Set in a Chicago seething with physical and psychological violence, Cyrus Colter's The Hippodrome is an examination of power and exploitation and their entanglement with sexuality. The central character, Yeager, has murdered his wife and her white lover. Fleeing the police, he is both offered refuge and held captive in the Hippodrome, a ghetto house where a troupe of blacks stage sexual theater for white audiences. The murderer becomes a victim, the fugitive is caught in the spotlight. Colter's subtle treatment of sensational subject matter, and his careful delineation of his characters' conflicting motives, make The Hippodrome a classic of modern fiction.
It's clear this is going to get dark less than 10 page in when the protagonist unwraps the human head he's been carrying around with him. And then it does, but not in the expected way, with a balance of suspense and unease. Colter, a former Chicago lawyer with a seeming intimacy with gritty streetlife, fuels his pulp-lit narrative with anticipation of lurid detail kept just out of sight, instead shifting to focus on pathos, internal struggle, and a kind of Faulknerian sense inevitable tragedy. Ultimately it's the bitter insights on the socioeconomic structures of race at the edge of the Civil Rights era that makes this memorable.
I loved this book, because it was my first time reading a book under the suspense genre. I thought it was just fiction, but I realized it was suspense when I literally couldn't put the book down after completing each chapter. The way Cyrus Colter has you on edge and so damn eager to figure out what the hell is going on is crazy. Loved reading this man, I flew through this book like no other book that I've ever read.
Was disappointed that I did not like this book more, since I enjoyed Colter's collection The Beach Umbrella. The concept is very Black Arts Movement-esque and reminded me of Amiri Baraka, but I did not find the characters compelling or fully realized.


**Instructions to follow:**
State the number of lines in these records that include the word "JSON", and add nothing to it.
(Records Opens)
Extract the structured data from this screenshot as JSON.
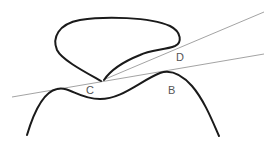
{
  "diagram": {
    "type": "geometry-curve-tangents",
    "labels": [
      {
        "id": "C",
        "text": "C",
        "x": 86,
        "y": 94
      },
      {
        "id": "D",
        "text": "D",
        "x": 176,
        "y": 61
      },
      {
        "id": "B",
        "text": "B",
        "x": 168,
        "y": 94
      }
    ],
    "colors": {
      "curve": "#1a1a1a",
      "line": "#999999",
      "label": "#555555",
      "background": "#ffffff"
    }
  }
}
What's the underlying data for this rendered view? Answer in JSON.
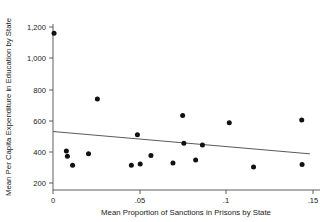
{
  "chart_data": {
    "type": "scatter",
    "title": "",
    "xlabel": "Mean Proportion of Sanctions in Prisons by State",
    "ylabel": "Mean Per Capita Expenditure in Education by State",
    "xlim": [
      -0.004,
      0.152
    ],
    "ylim": [
      170,
      1230
    ],
    "xticks": [
      0,
      0.05,
      0.1,
      0.15
    ],
    "xticklabels": [
      "0",
      ".05",
      ".1",
      ".15"
    ],
    "yticks": [
      200,
      400,
      600,
      800,
      1000,
      1200
    ],
    "yticklabels": [
      "200",
      "400",
      "600",
      "800",
      "1,000",
      "1,200"
    ],
    "grid": false,
    "legend": false,
    "point_color": "#111111",
    "line_color": "#5a5a5a",
    "axis_color": "#4d4d4d",
    "points": [
      {
        "x": 0.0006,
        "y": 1160
      },
      {
        "x": 0.0077,
        "y": 405
      },
      {
        "x": 0.0083,
        "y": 372
      },
      {
        "x": 0.0113,
        "y": 314
      },
      {
        "x": 0.0205,
        "y": 388
      },
      {
        "x": 0.0256,
        "y": 739
      },
      {
        "x": 0.0452,
        "y": 313
      },
      {
        "x": 0.0487,
        "y": 510
      },
      {
        "x": 0.0503,
        "y": 322
      },
      {
        "x": 0.0565,
        "y": 376
      },
      {
        "x": 0.0692,
        "y": 328
      },
      {
        "x": 0.0748,
        "y": 633
      },
      {
        "x": 0.0755,
        "y": 455
      },
      {
        "x": 0.0823,
        "y": 348
      },
      {
        "x": 0.0862,
        "y": 444
      },
      {
        "x": 0.1017,
        "y": 587
      },
      {
        "x": 0.1157,
        "y": 303
      },
      {
        "x": 0.1435,
        "y": 604
      },
      {
        "x": 0.1437,
        "y": 318
      }
    ],
    "fit_line": {
      "name": "linear fit",
      "x_start": 0.0,
      "y_start": 530,
      "x_end": 0.1482,
      "y_end": 387
    }
  }
}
(Records Closes)
**Completed exercise:**
2